Hedge Fund

Their team at Goldman Sachs has bet against companies through short selling, or the sale of borrowed securities, and while investments are supposed to last for months they sometimes end early, according to half a dozen former members.

“MSI is very much like a hedge fund,” said Ashkan Marsh, 30, who worked for the unit before leaving the firm in 2008.

Goldman Sachs, the fifth-biggest U.S. bank by assets, doesn’t report on the holdings or performance of MSI, or of the Special Situations Group in which it’s housed. That parent group, which uses the firm’s funds to profit from distressed and middle-market companies, has been a major profit center at the bank, sometimes the biggest, former executives told Bloomberg in 2011. Its holdings that year included debt of Melville, New York-based pizza chain Sbarro Inc.

Slaughtered Pig

“SSG had its own culture from Goldman, one of those things where everyone had sharp elbows, but in a good way,” said Ryan Frankel, 29, who worked in the division until 2008 and is now CEO of VerbalizeIt Inc., a New York-based translation company. “It was definitely the place to be. I felt very honored and excited and lucky to be there.”

Marsh, now a Harvard Business School student, recalled a trip with colleagues to Texas with paintball, portfolio analysis and freshly slaughtered pork. The team paid “an extreme amount” to a farm that “killed the pig that day and barbecued it for us,” he said. “We would go boating, we’d go golfing, I really felt very much that they were friends.”

Tamin Pechet, 34, who worked in a predecessor group before he left the bank in 2005 and has stayed in touch with former co- workers, said MSI still has similar people and strategies.

“In spite of all of these things which seem like exogenous factors that would mean that a group like this couldn’t possibly continue, there’s actually quite a bit of continuity,” said Pechet, now CEO of Banyan Water Inc., a San Francisco-based commercial water manager.

He recalled a “passion for and understanding of how to make money” among “extraordinarily commercial” colleagues.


Gather every line in the records below that contains the word "internal".

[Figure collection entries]

···

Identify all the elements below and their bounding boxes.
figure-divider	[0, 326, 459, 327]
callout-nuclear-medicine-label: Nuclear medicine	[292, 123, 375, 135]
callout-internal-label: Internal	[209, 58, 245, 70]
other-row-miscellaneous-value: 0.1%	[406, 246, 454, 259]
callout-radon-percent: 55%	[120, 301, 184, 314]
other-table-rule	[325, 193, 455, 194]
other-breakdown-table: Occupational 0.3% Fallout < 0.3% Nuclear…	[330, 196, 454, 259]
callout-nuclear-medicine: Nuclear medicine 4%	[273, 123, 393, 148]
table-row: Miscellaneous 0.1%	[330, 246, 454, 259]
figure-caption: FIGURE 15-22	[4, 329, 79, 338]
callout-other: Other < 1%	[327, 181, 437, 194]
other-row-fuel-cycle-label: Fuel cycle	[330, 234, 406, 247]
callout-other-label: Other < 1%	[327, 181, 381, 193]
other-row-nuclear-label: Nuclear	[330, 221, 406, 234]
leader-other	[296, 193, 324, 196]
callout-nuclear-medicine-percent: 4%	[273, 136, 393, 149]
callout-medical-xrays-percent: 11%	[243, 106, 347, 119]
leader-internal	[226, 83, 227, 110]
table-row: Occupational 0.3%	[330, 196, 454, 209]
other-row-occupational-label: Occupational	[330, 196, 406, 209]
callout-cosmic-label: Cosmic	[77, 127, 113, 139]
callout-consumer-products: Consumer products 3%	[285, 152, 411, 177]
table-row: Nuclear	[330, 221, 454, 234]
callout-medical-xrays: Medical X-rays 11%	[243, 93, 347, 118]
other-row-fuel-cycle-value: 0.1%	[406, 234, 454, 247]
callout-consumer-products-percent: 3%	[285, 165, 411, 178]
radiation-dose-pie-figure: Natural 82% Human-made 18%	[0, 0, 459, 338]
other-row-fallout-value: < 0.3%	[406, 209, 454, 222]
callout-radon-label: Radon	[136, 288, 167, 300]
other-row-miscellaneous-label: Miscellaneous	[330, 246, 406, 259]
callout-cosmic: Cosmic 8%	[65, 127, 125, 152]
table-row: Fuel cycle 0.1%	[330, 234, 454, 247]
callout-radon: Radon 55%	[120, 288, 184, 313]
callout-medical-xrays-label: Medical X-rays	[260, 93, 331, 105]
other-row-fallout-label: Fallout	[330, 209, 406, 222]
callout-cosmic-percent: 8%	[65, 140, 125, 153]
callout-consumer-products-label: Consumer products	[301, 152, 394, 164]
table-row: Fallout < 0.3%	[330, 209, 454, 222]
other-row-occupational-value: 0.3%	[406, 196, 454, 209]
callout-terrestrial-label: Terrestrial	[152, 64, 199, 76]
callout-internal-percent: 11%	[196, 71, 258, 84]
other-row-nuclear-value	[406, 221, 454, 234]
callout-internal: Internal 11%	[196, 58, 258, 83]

···

(Response for this exercise)
callout-internal-label: Internal	[209, 58, 245, 70]
leader-internal	[226, 83, 227, 110]
callout-internal-percent: 11%	[196, 71, 258, 84]
callout-internal: Internal 11%	[196, 58, 258, 83]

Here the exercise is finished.